His character became one of the faces of the soft drink brand Pepsi in the 1950s. López appeared in their commercials across North and South America before launching his own.
His television show, however, cemented his place in Mexican culture. Since its debut in December 1968, En Familia con Chabelo has been broadcast live every Sunday morning.
On the show, families would appear and compete for prizes by running in hamster wheels, climbing greasy poles, or crossing the studio with a huge water balloon between their legs. Tens of millions of Mexican children would gather in front of their televisions to engage Chabelo in conversation.But it was his television show that cemented his place in Mexican culture. Since its inception in December 1968, En Familia con Chabelo has been broadcast live every Sunday morning.
On the show, families would appear and compete for prizes by running in hamster wheels, climbing greasy poles, or crossing the studio with a huge water balloon between their legs. Tens of millions of Mexican children would gather in front of their televisions to engage Chabelo in conversation.
Roberto Carrera Maldonado, a person who grew up in Zacatecas during the 1980s, would awaken early every week to watch the programme.
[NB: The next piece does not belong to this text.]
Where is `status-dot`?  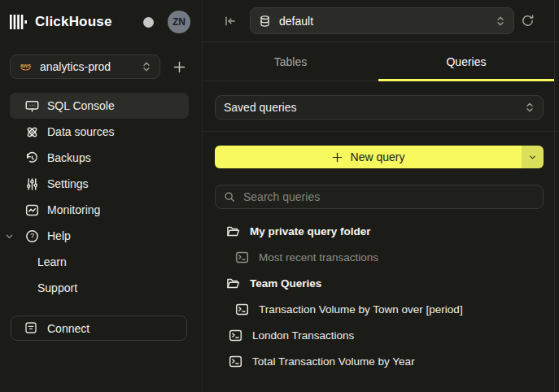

My sister and I watched on low volume because there was only one TV in the house in order to keep our parents from waking up.
He cited “parents who used [the show] to keep their children quiet while they slept.” “I envied the kids who got to appear on the show.” “I’ve always wondered how I was going to get on there.”
In the late 1970s, Ms Martnez was in the audience for one of his shows.At 6:00 a.m., her grandmother woke her up. to line up outside the Mexico City studio for a live broadcast.
“I will never forgive her,” she declared. “I recall being disappointed because you expected it to be like what you saw on television – Chabelo really close to you, clowns and hostesses, etc.” really cute.girls in mini skirts. But everything was so far away in the studio, it was dark, and the show was so long.”
La Catafixia was a special segment at the end of the show. Chabelo would allow contestants to gamble their prize money on prizes hidden behind three numbered doors.
The audience would see the options, which included everything from inexpensive gifts like sweets and toys to white and electronic goods, furniture, and even a car, but the players would have to choose one. to choose blindly. The show helped many of the companies that provided the prizes, including the furniture manufacturer Muebles Troncoso, become well-known.